While Western Union, Klarna, and others have announced stablecoins that haven't launched yet, the data shows 93% of stablecoins above $10 million remain USD-denominated.
The proliferation raises fundamental questions: As Sheffield observed, "when does it make sense to create your own versus to partner and use an existing one?"
The stablecoin taxonomy is breaking down. The episode surfaced an emerging industry challenge around definitions. As Taylor noted, "We call a lot of things a stablecoin that are not stablecoins." He outlined emerging categories: onchain collateral products like Ethena's USDe, traditional fiat-backed issuers like Tether and Circle, and sub-issuance platforms like M0, Agora, and Bridge that allow branded tokens backed by shared reserves.
For corporate treasuries, Taylor argued the appeal is straightforward: "If somebody ran a corporate treasury and you gave them a new technology that allowed them to collect the yield and move it across borders 24/7, they'd want that thing. We happen to call that thing stablecoins."
Tron's network effects prove resilient despite competitive pressure. Despite numerous chains pivoting toward payments use cases, Tron added $19 billion in stablecoin supply in 2025.
Cuy pointed to the network's embedded position in emerging markets: "It went from most people in the US had no idea what Tron was, then they discovered a lot of people are using USDT on Tron in emerging markets."
Simon framed it as "two worlds emerging" - Western distribution increasingly on Solana, while "for everywhere else, it's Tron, Tether... in the UAE, that's the default. In Hong Kong, that's the default."

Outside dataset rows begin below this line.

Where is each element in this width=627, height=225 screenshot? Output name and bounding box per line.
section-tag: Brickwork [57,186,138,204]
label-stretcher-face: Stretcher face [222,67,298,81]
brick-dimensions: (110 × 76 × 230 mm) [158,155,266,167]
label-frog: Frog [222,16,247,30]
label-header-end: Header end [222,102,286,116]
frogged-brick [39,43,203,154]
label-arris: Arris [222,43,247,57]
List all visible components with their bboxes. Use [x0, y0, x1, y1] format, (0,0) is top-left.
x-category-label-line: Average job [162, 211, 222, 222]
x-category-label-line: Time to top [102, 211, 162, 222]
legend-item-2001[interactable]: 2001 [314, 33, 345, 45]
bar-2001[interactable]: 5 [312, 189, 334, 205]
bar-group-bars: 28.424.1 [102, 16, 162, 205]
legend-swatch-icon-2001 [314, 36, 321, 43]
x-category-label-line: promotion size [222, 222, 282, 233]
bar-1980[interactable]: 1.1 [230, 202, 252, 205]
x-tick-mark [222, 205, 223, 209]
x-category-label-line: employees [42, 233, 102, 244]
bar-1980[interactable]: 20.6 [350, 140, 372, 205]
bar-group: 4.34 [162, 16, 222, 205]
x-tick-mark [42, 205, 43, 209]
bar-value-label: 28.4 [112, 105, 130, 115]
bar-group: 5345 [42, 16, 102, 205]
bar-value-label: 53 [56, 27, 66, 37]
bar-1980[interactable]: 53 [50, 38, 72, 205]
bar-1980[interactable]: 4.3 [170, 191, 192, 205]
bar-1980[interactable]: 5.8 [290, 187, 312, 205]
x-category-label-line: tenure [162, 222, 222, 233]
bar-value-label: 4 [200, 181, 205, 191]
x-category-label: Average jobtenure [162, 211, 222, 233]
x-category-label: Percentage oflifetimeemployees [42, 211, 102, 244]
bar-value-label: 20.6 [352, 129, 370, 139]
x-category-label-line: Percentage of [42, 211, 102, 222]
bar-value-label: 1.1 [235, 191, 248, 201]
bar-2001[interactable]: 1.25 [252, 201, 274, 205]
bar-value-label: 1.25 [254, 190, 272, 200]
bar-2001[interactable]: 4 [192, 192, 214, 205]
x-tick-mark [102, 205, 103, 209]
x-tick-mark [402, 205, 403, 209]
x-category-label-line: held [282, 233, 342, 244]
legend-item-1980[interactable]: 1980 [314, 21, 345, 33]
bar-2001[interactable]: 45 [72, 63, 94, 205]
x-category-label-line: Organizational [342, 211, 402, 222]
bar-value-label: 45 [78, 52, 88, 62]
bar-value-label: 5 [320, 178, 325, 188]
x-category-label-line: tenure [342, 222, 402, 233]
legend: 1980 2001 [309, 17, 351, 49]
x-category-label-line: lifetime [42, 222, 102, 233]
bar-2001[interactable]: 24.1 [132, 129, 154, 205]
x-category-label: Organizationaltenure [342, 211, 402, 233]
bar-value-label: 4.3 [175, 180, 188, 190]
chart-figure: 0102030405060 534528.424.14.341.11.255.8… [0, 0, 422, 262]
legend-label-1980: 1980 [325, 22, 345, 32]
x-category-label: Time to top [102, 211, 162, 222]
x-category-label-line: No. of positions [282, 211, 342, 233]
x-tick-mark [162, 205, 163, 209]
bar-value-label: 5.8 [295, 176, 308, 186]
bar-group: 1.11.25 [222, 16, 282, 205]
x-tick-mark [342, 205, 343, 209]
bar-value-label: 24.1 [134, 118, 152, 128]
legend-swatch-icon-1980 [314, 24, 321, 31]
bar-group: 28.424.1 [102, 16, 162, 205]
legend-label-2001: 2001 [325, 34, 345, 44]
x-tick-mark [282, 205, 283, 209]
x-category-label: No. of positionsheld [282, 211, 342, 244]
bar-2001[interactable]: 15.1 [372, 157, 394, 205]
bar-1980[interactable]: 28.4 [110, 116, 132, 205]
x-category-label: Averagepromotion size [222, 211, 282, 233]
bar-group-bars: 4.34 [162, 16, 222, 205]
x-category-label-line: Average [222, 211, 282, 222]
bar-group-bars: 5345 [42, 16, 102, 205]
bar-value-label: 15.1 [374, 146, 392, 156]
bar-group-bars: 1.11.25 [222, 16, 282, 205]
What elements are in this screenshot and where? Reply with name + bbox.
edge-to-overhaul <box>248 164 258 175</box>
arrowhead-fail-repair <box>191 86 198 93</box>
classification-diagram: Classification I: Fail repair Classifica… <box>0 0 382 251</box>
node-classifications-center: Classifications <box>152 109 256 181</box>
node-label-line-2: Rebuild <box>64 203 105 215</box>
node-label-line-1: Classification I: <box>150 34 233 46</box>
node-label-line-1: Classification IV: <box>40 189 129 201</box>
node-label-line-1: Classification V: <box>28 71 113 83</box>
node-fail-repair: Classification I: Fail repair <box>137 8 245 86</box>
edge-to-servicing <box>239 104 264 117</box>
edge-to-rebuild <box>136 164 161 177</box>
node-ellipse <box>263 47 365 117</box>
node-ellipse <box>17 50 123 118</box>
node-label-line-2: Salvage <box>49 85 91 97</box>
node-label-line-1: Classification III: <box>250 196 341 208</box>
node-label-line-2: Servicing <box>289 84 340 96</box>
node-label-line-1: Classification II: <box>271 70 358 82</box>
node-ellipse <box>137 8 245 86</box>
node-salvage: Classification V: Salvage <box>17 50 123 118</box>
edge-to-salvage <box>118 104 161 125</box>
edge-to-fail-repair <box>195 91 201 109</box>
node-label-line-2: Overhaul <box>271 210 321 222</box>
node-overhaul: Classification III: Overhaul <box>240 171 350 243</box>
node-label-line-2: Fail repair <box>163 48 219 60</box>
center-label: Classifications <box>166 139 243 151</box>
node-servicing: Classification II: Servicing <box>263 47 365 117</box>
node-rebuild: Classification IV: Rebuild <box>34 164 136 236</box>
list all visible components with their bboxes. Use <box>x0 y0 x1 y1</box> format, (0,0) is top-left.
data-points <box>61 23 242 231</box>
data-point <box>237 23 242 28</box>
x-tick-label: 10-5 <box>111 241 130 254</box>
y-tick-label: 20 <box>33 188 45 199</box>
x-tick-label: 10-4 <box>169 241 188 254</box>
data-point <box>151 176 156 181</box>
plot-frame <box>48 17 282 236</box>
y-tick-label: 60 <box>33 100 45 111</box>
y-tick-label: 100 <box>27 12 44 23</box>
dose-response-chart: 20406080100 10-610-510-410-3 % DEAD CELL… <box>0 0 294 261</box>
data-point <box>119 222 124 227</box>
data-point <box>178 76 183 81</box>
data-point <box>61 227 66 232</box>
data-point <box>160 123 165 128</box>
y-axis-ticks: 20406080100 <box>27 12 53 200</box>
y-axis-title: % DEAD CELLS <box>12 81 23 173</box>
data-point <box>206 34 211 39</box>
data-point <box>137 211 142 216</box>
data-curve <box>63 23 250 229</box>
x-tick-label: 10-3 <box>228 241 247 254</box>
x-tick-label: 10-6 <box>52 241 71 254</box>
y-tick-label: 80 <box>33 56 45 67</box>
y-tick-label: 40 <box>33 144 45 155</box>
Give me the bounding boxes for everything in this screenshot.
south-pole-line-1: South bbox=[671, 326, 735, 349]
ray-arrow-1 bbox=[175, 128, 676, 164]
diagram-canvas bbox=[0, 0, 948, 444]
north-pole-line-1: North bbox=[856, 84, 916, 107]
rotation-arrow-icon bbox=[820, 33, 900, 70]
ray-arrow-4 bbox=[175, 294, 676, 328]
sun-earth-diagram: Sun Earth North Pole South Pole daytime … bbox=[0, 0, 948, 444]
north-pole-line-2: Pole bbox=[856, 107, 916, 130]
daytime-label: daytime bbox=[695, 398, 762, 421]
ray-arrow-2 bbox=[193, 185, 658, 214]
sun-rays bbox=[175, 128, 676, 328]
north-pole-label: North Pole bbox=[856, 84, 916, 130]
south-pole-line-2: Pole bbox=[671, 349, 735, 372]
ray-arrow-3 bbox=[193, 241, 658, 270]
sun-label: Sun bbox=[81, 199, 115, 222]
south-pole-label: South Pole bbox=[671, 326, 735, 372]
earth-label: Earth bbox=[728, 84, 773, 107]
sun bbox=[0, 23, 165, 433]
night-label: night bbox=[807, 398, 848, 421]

B2B payments represent the fastest-growing stablecoin vertical, but the path to trillion-dollar scale remains unclear. Artemis data with over 40 partners shows approximately $10 billion in monthly stablecoin payments - roughly $120 billion annualized.
Sheffield noted that early B2B growth comes "despite not really having privacy... and not really having great ERP integrations," suggesting adoption is driven by smaller, mid-market businesses where the improvement over existing solutions justifies onboarding friction.
Taylor argued there's no single killer feature holding back broader adoption, rather "1,000 paper cuts" around fraud screening, sanctions, mainframe integration, and vendor support.
Onchain lending is emerging as a neo-bank enabler. Loans outstanding have grown from $10 billion to the $25-30 billion range in 2025, with over $200 billion in stablecoin-denominated loans originated through smart contracts.
Taylor sees this as a structural opportunity: "If I was a neo-bank that did not have a banking charter, did not intend to use my balance sheet for lending... now you're seeing this alternative model where they can just have this off-the-shelf product that gives their customers yield on one side, but lets them borrow on the other."
Sheffield advocated for reframing industry terminology: "I still hate the term DeFi... we like to say onchain lending, or onchain credit."
Deposits and stablecoins will coexist, not compete. Taylor offered a framework for institutional audiences: "Deposits are money at rest, and stablecoins are money that moves. Stablecoins can be a really efficient rail for banks, and deposits can be a really useful thing for the stablecoin ecosystem."
He emphasized that efficiency gains must be weighed against risk management: "The problem with efficiency sometimes is - what happens if the other guy doesn't have the money? It's all the edge cases that really are where the cost is in the system."
Looking ahead: Yim offered a sobering 2026 prediction: "There will be a bunch of stablecoin blow-ups" as products mislabeled as stablecoins fail to maintain their peg, and founders "underestimate how hard it is actually to get real volume and real liquidity."
Meanwhile, the next 12-24 months will see major neo-banks and payments companies "getting their wheels in motion" on stablecoin infrastructure, setting up what Sheffield described as a significant unlock for institutional on/off-ramps.